Human rights are now the dominant approach to social justice globally. But how do human rights work? What do they do? Drawing on anthropological studies of human rights work from around the world, this book examines human rights in practice. It shows how groups and organizations mobilize human rights language in a variety of local settings, often differently from those imagined by human rights law itself. The case studies reveal the contradictions and ambiguities of human rights approaches to various forms of violence. They show that this openness is not a failure of universal human rights as a coherent legal or ethical framework but an essential element in the development of living and organic ideas of human rights in context. Studying human rights in practice means examining the channels of communication and institutional structures that mediate between global ideas and local situations. Suitable for use on inter-disciplinary courses globally.
Mark Goodale is Professor of Cultural and Social Anthropology at the University of Lausanne and Series Editor of Stanford Studies in Human Rights.
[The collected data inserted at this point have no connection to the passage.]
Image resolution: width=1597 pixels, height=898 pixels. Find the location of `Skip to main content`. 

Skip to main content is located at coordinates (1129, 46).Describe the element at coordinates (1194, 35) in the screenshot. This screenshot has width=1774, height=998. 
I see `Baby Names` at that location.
He is the author or editor of ten books, including
Human Rights Encounters Legal Pluralism (with Eva Brems and Giselle Corradi, Hart, Oñati International Series in Law and Society, 2015),
Neoliberalism, Interrupted: Social Change and Contested Governance in Contemporary Latin America (with Nancy Postero, Stanford, 2013),
Human Rights at the Crossroads (ed., Oxford, 2012),
Mirrors of Justice: Law and Power in the Post-Cold War Era (with Kamari Maxine Clarke, Cambridge, 2010),
Human Rights: An Anthropological Reader (ed., Blackwell, 2009),
Surrendering to Utopia: An Anthropology of Human Rights (Stanford, 2009), and
Dilemmas of Modernity: Bolivian Encounters with Law and Liberalism (Stanford, 2008).
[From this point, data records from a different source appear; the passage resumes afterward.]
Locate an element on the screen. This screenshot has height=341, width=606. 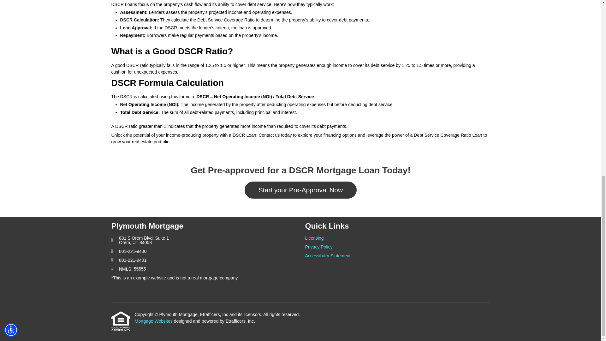
Licensing is located at coordinates (397, 238).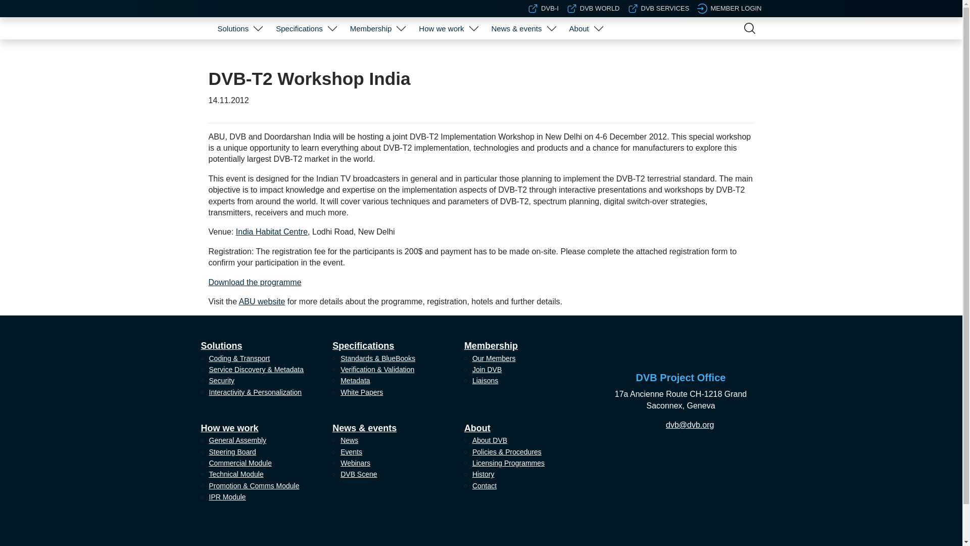 This screenshot has height=546, width=970. Describe the element at coordinates (232, 28) in the screenshot. I see `Solutions` at that location.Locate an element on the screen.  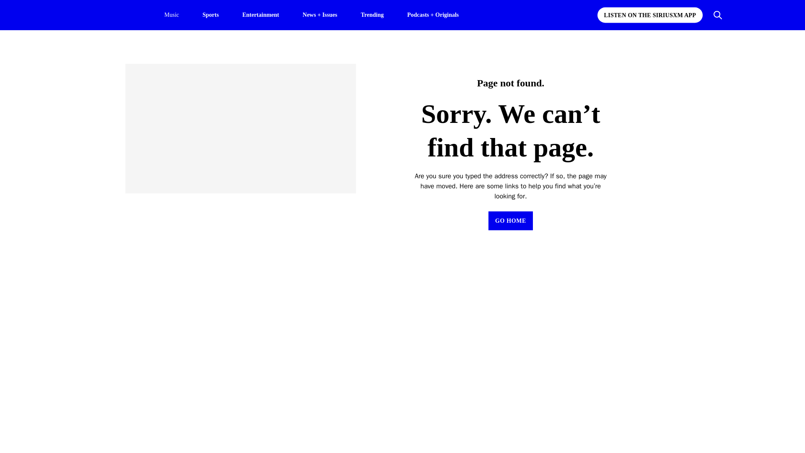
Entertainment is located at coordinates (261, 14).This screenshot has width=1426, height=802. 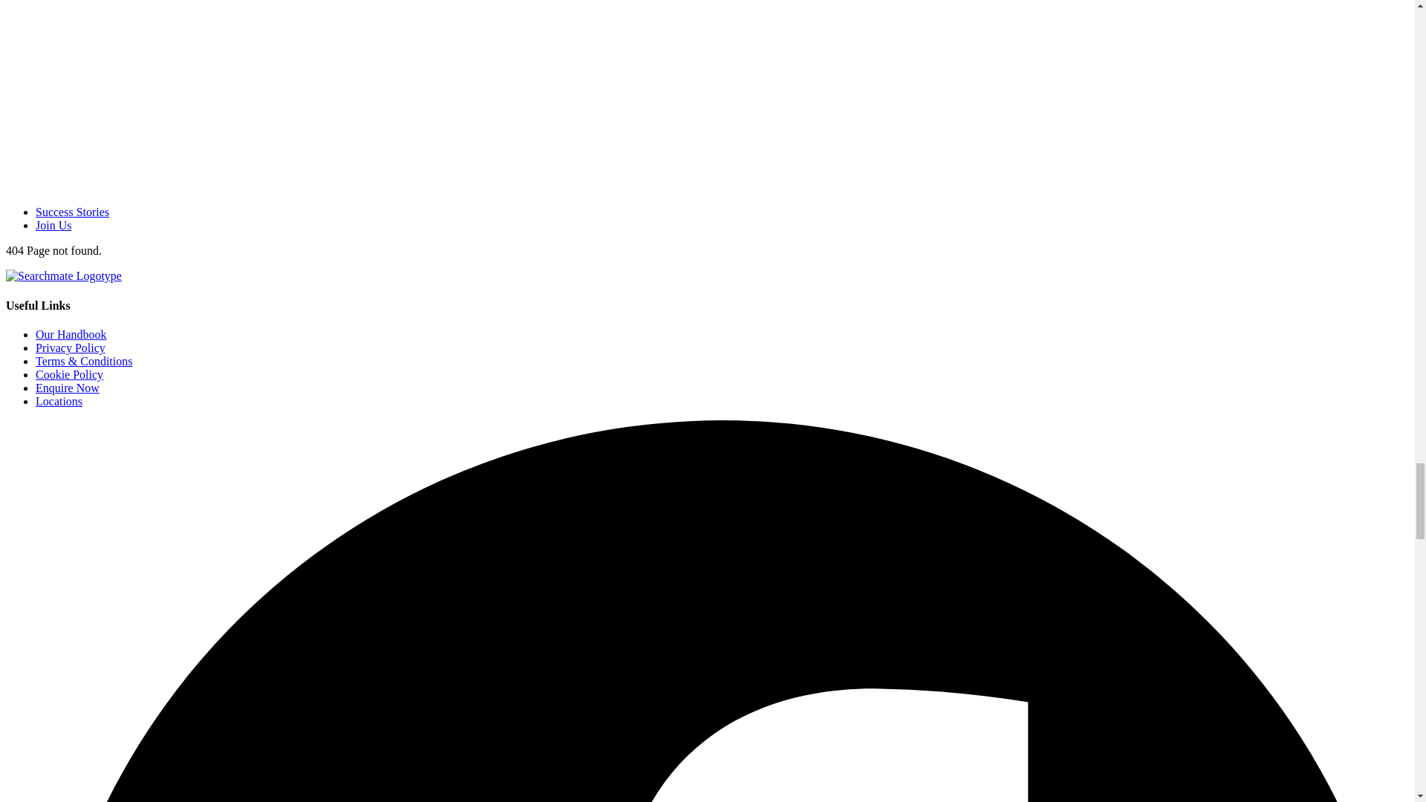 What do you see at coordinates (71, 348) in the screenshot?
I see `Privacy Policy` at bounding box center [71, 348].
Sally Engle Merry is Silver Professor of Anthropology at New York University and President of the American Ethnological Society. Her recent books include Colonizing Hawai'i (Princeton, 2000), Human Rights and Gender Violence (Chicago, 2006), and Gender Violence: A Cultural Perspective (Blackwell, 2009). She received the Hurst Prize for Colonizing Hawai'i in 2002, the Kalven Prize for scholarly contributions to sociolegal scholarship in 2007 and the J.I. Staley Prize for Human Rights and Gender Violence in 2010. She received an honorary degree from McGill School of Law in 2013. She is currently writing a book on indicators as a technology of knowledge used for human rights monitoring and global governance.